On the journey into the murky, grey waters of morality, I got a sight of hell. I felt the hot breath of demons. They told me I was a dead man walking every time I stepped. They hunted me. And I couldn’t figure out why.

It started with possession. They invaded my body and others near me. This happened, I reasoned, because it was finally time. They’d been watching me all my life, I’d felt them as a child, and now they were trying to throw me off my divine path. I was here to influence the world, thwart their plans. Dead celebrities wrote through me; they’d also been watching me since I was a child. Still, when I hear of deaths, I feel them joined with me.

I turned to ancient Egyptian beliefs and amulets. I felt Thoth on my side, and spent nights creating rituals to talk with him.

Classmates were possessed, armed against me in this spiritual warfare. I dropped classes.

I didn’t believe in hell though, or God, not in the sense of “white Jesus”. I didn’t believe spiritual masters controlling our fate. And because I didn’t believe in any of this, the creatures possessing me, massacring people, were not demons. I realized I’d labeled them as such because I had no better words to do so. They never called themselves demons. And that lead me to Eastern Philosophy.

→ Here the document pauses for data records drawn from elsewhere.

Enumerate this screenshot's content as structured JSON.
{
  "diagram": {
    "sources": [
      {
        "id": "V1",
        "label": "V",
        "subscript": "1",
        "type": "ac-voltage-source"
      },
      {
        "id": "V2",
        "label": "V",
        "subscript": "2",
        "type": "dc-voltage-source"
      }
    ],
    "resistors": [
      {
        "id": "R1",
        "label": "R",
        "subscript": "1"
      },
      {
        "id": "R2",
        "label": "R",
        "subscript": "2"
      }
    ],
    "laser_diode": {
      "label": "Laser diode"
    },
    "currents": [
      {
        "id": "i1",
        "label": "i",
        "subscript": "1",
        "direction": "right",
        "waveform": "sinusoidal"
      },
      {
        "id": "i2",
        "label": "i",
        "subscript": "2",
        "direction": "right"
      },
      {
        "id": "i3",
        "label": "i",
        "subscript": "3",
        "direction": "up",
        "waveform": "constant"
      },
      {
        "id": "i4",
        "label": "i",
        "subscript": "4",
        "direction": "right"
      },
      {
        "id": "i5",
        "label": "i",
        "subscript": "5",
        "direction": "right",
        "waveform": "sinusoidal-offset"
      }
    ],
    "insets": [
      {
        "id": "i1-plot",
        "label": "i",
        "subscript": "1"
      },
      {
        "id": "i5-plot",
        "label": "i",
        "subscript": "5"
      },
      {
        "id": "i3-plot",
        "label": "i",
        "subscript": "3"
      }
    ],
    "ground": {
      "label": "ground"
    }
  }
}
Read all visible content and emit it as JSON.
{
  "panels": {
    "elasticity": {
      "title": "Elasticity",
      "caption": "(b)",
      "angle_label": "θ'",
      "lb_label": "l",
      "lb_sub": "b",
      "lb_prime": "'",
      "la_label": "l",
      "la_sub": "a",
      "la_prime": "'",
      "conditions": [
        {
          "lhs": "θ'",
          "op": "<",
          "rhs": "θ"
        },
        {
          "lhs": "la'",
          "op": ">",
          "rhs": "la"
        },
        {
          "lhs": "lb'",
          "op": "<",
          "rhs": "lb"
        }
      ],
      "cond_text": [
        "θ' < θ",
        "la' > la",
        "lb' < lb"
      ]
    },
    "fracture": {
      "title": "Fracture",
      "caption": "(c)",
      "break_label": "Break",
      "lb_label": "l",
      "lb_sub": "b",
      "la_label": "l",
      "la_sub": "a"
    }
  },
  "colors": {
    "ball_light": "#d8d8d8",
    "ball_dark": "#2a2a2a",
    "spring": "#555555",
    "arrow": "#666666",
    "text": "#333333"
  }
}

Unity is what saved me. The unity of all living things, of all emotions, of all concepts, of my body and my mind. There are forces that unify particles and molecules and atoms. Matter is just condensed energy, in the simplest terms, after all. This realization turned me toward The Tao Te Ching specifically, and Daoism; The Way. True Daoism isn’t interested much in this physical world or the conundrums that man spends so much time trying to reason himself through. As someone who was and always has been very logical and scientific, this thought confused me. What else was there in life besides reasoning?

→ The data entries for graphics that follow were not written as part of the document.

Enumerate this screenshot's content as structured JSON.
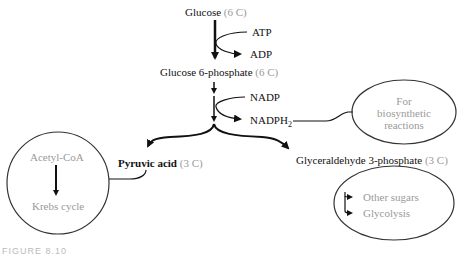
{
  "diagram": {
    "nodes": {
      "glucose": {
        "name": "Glucose",
        "carbons": "6 C"
      },
      "atp": {
        "label": "ATP"
      },
      "adp": {
        "label": "ADP"
      },
      "g6p": {
        "name": "Glucose 6-phosphate",
        "carbons": "6 C"
      },
      "nadp": {
        "label": "NADP"
      },
      "nadph2": {
        "label": "NADPH",
        "subscript": "2"
      },
      "biosynthetic": {
        "line1": "For",
        "line2": "biosynthetic",
        "line3": "reactions"
      },
      "pyruvic": {
        "name": "Pyruvic acid",
        "carbons": "3 C"
      },
      "g3p": {
        "name": "Glyceraldehyde 3-phosphate",
        "carbons": "3 C"
      },
      "acetyl_coa": {
        "label": "Acetyl-CoA"
      },
      "krebs": {
        "label": "Krebs cycle"
      },
      "other_sugars": {
        "label": "Other sugars"
      },
      "glycolysis": {
        "label": "Glycolysis"
      }
    },
    "caption": "FIGURE 8.10",
    "colors": {
      "text": "#111111",
      "muted": "#9a9a9a",
      "line": "#111111"
    }
  }
}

What’s great is that a lot of mystical ideas within Taoism, ideals which could have been scientific had the philosophers not seen analysis as such a waste of time (in a lot of ways it is, though), have been and continue to be paralleled with modern science, particularly physics. The Tao of Physics by physicist Fritjof Capra is a great book to read more on this subject. I read it a few months ago, and it’s the book pictured at the top of this blog.

The Daoist way acknowledges and observes the natural transformation of things in nature, like the blossoming and decaying of a flower. Yes, this is where the T’ai-Chi T’u diagram comes in: it represents the unification of these polar opposites: one must exist for the other to exist. We’re talking, of course, about Yin and Yang. A consequence of life is death (or cellular regeneration if we’re talking freaky single cell organisms) and you cannot have died without once having been alive. In fact, we would have no concept of being alive or living if death did not rear its gentle head. And if we were always dead, well, we wouldn’t know it and words for it wouldn’t exist.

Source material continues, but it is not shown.